Colombo has responded this social opposition with repressive measures, accelerating its moves to dictatorial forms of rule. In line with this the appropriation bill has bolstered the military budget to 373 billion rupees, an 18 billion increase on this year, with spending on police increased by 10 billion to 106 billion rupees.

In a speech to a military regiment on October 10, Rajapakse stressed: “I have elevated the morale of the tri-forces and the intelligence services… they have been given the necessary powers to carry out their duties.” He has already appointed military chiefs to head key ministries and state-owned enterprises and placed military personnel in senior district positions.

Draconian no-strike essential service orders give the president arbitrary powers and threaten heavy jail terms and punishment against strikers.

The government’s social attacks and its promotion of “profits before lives” policy in relation to the pandemic has been implemented with the complete collaboration with the opposition parties.

From pro-US United National Party and the break-away Samagi Jana Balavegaya to the Janatha Vimukthi Peramuna and pseudo-left Frontline Socialist Party, all effectively support the government’s “living with the virus” policy. They remain silent over government’ s essential service order, thus providing tacit backing.

The working class must organise its offensive against the Rajapakse government’s class-war measures, independent of the trade unions, the pseudo-left and the so-called opposition parties. This offensive should be based on the independent political mobilisation of the industrial strength of the working class for the following demands:

  • A “sliding scale of wages” in every sector. This means an automatic rise in wages, in proportion to increases in the price of consumer goods.
  • An end to all debt repayment to global bankers.
  • Society’s resources must be allocated not to boost the profits of business tycoons and international finance capital but to immediately upgrade the healthcare system to eradicate the pandemic.
  • Real lockdowns of all non-essential services with full compensation for income losses to workers and small business owners.
  • The free provision of the necessary facilities for teachers and students to engage in online education until COVID-19 is eradicated.

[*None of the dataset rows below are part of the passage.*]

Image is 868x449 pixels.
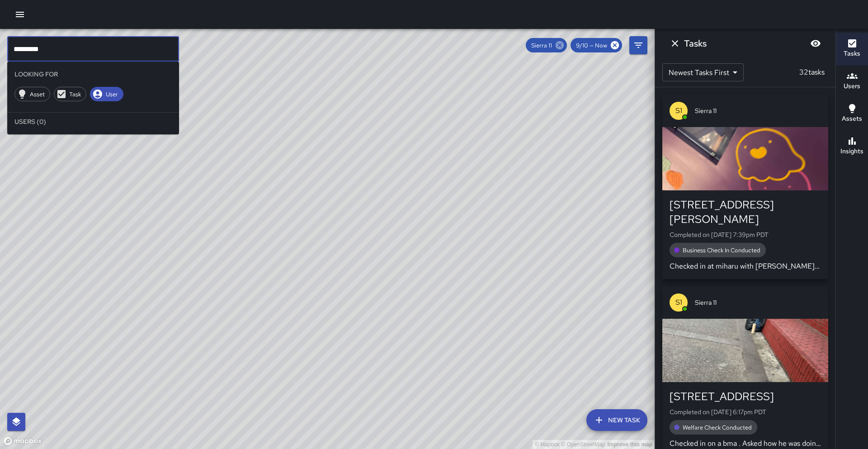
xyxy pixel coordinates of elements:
[570,38,622,52] div: 9/10 — Now
[570,42,613,49] span: 9/10 — Now
[836,131,868,163] button: Insights
[843,49,860,59] h6: Tasks
[25,90,50,98] span: Asset
[695,106,821,116] span: Sierra 11
[677,246,765,254] span: Business Check In Conducted
[669,230,821,239] p: Completed on [DATE] 7:39pm PDT
[101,90,124,98] span: User
[677,424,757,432] span: Welfare Check Conducted
[629,36,647,54] button: Filters
[54,87,86,101] div: Task
[675,106,682,116] p: S1
[587,409,647,431] button: New Task
[669,198,821,226] div: [STREET_ADDRESS][PERSON_NAME]
[7,65,179,83] li: Looking For
[669,389,821,404] div: [STREET_ADDRESS]
[526,38,567,52] div: Sierra 11
[669,438,821,449] p: Checked in on a bma . Asked how he was doing and he said he was doing good code 4
[795,67,828,78] p: 32 tasks
[843,81,860,91] h6: Users
[666,34,684,52] button: Dismiss
[842,114,862,124] h6: Assets
[90,87,124,101] div: User
[806,34,825,52] button: Blur
[526,42,557,49] span: Sierra 11
[64,90,86,98] span: Task
[836,65,868,98] button: Users
[695,298,821,307] span: Sierra 11
[675,297,682,308] p: S1
[662,95,828,279] button: S1Sierra 11[STREET_ADDRESS][PERSON_NAME]Completed on [DATE] 7:39pm PDTBusiness Check In Conducted...
[662,63,744,81] div: Newest Tasks First
[684,36,706,50] h6: Tasks
[14,87,50,101] div: Asset
[7,113,179,131] li: Users (0)
[840,147,863,157] h6: Insights
[836,98,868,131] button: Assets
[836,32,868,65] button: Tasks
[669,261,821,272] p: Checked in at miharu with [PERSON_NAME] code 4
[669,407,821,417] p: Completed on [DATE] 6:17pm PDT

Workers need to break from the unions and organise their own workplace rank-and-file committees and, with the support of young people and the rural poor, fight for the above demands. Under the political guidance of the SEP, rank-and-file committees have been built among health, education and plantation workers; these initiatives must be further developed.

Workers should join the SEP and International Committee of the Fourth International (ICFI) in building the International Workers Alliance of Rank and File Committees (IWA-RFC) to unify their struggles with those of their class brothers and sisters internationally.

The fight for the above demands will bring the working class into direct political conflict with the entire political establishment and the private property system it defends. Workers must rally the oppressed masses, including poor farmers, and fight to overthrow capitalist rule and establish a government of workers and peasants, which will carry out socialist policies, including the nationalisation of major corporations, banks and plantations under the democratic control of workers.

As the SEP has always insisted, this fight must be an international struggle. The Sri Lankan working class must unite with workers internationally against the austerity measures being implemented around the world on the basis of a common fight for international socialism.

We encourage workers and the poor to take up the fight for eradication of COVID-19 and participate in the “How to end the pandemic: The case for eradication” the online webinar organised by the World Socialist Web Site and IWA-RFC on Sunday, October 24, 1 p.m. US Eastern Time (10.30 p.m. Sri Lanka time).